I might even get to hear a door slam, and I had better not even try to check him on his disrespectful attitude.
Then come the tears because everything I do during the day is supposed to be demonstrating my love for all of my children and I wonder if all of the sacrifices I’ve consistently made for them will ever be acknowledged or if I’ve made enough of them. Motherhood is all that I’ve had for the longest time, and in a matter of seconds, my teenager can make me wonder if I’m even good at it.
Even in a good mood, teens are A LOT.
They talk about themselves or don’t talk at all. They get worked up over the most immature things, argue with an 8-year-old, get mad at toddlers, become angry because the entire family didn’t pick the movie they wanted to watch. They leave you wondering if they’re 15 or 5 and wanting to holler back,
“Pick which age you want to be today or I’m gonna lose it!”
They NEED you like none of your kids have ever needed you and they don’t give a squat about the fact that you have to be at work on time. Sometimes I spend so much time on my teen, the little kids don’t get as much attention on a given day and the inevitable wave of mom guilt crashes. The merry-go-round of it all leaves me woozy and wondering if I messed up somewhere.
This isn’t everything.
Teens are these powerful beings that you can’t believe have grown so independent and strong, seemingly out of nowhere. They are a peek at our own impermanence. I look at my child, knowing he’ll be gone in a few years, and I think back to his newborn days whenever 18 looked like a distant fantasy. He’s pulling away, walking away, and the end is right there.

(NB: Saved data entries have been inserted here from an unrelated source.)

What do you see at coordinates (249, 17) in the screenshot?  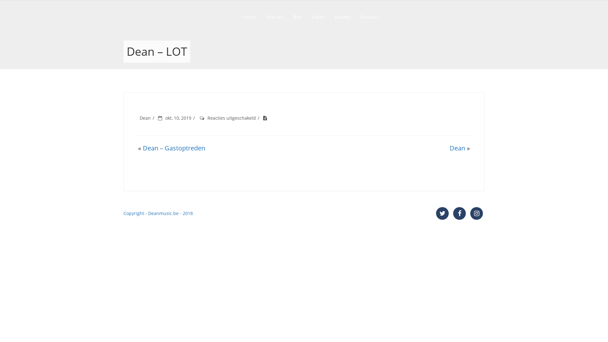 I see `Home` at bounding box center [249, 17].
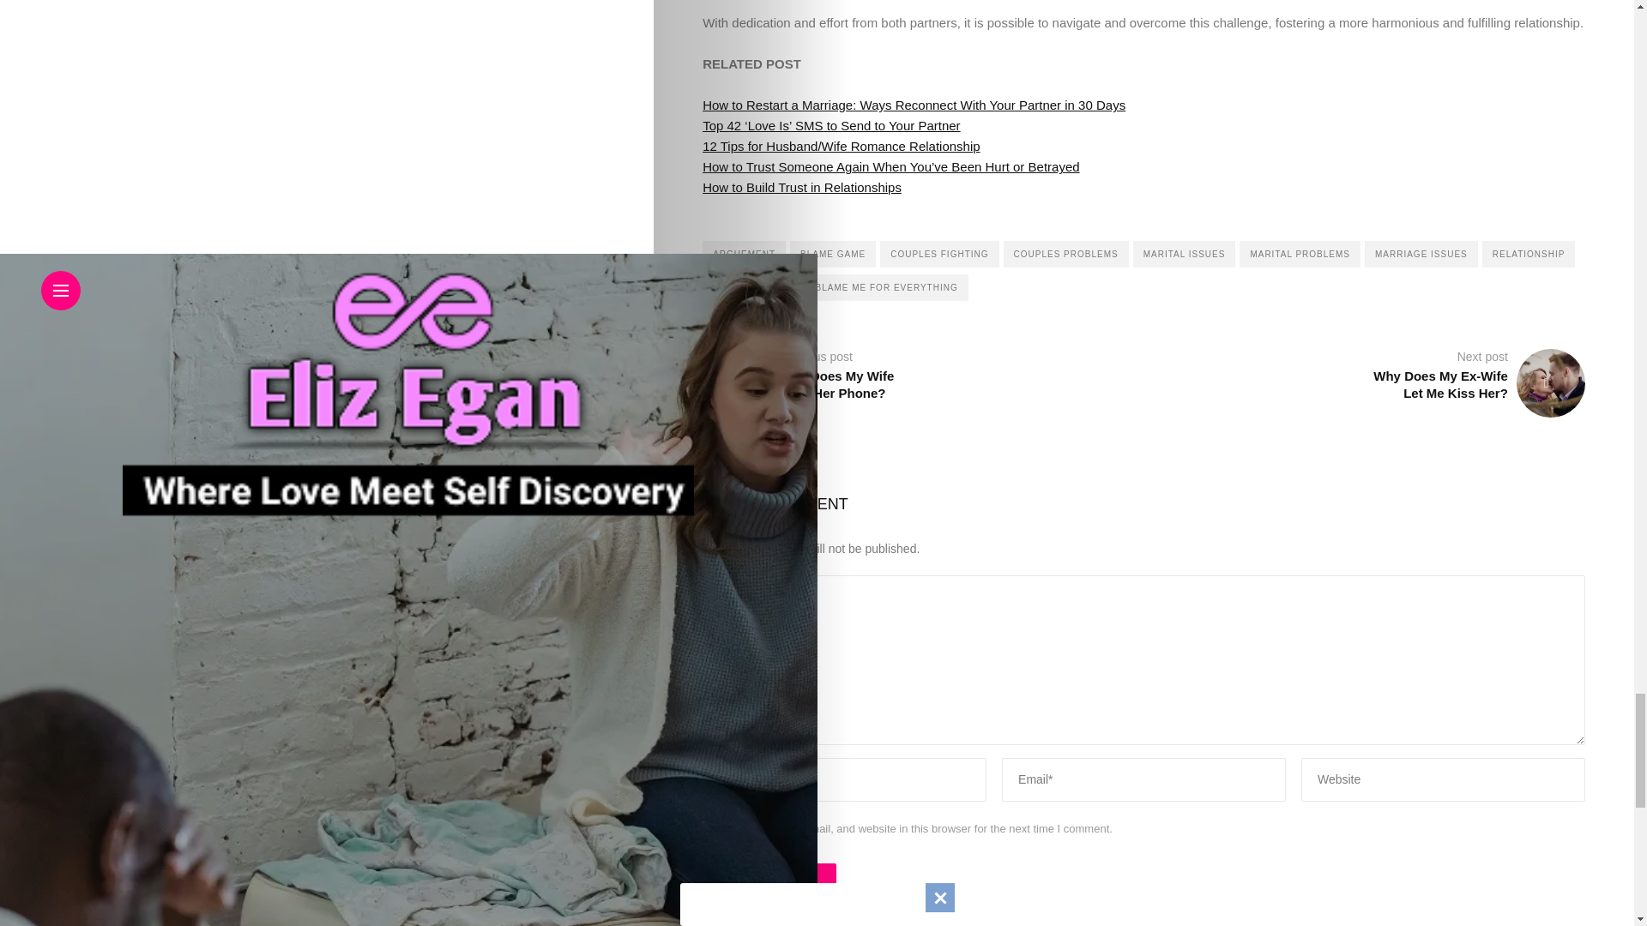 Image resolution: width=1647 pixels, height=926 pixels. I want to click on RELATIONSHIP, so click(1529, 254).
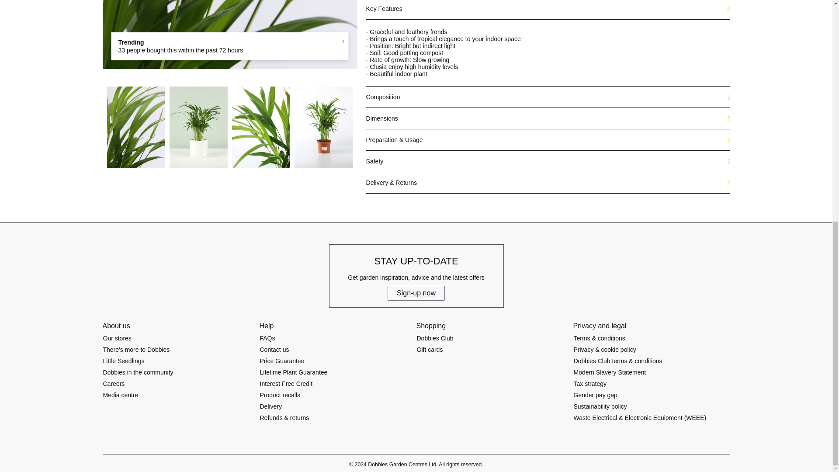  What do you see at coordinates (271, 406) in the screenshot?
I see `Delivery` at bounding box center [271, 406].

He can make me laugh like no other, cry like no other, beam with pride and hide in shame. All in the same day.
I don’t know what I’m doing. I don’t know how to parent this teenager. I owe it to him to stand my ground whenever he is wrong. I owe it to him to tell him when he’s right. I owe it to him to discuss the flaws that I know might cause him strife, to crush the entitlement, to teach him how to work, to teach him how to love.
This is why I feel so alone in this. To change from anger toward him I didn’t know was possible and then to a deep sadness at the thought of him leaving… over and over again…I just wasn’t prepared for this
and the struggle is REAL.
When our babies are babies, we look ahead and we see so much time. Now, I look into a finality that I never wanted to arrive. I wonder where all of our time went, I pray for it to come back, and watch him head out for a world that he knows nothing about, just as I once did. I see, in him, everything I could change about my own adult mistakes. I want everything good for him, no pain, no struggle and yet, to be the man he will become he will need to have problems and learn to grow through them…
on his own.
I will have to let go. I don’t know how to do this yet, but I feel the lesson creeping up behind me.
Check on your friends with teens, we are not okay!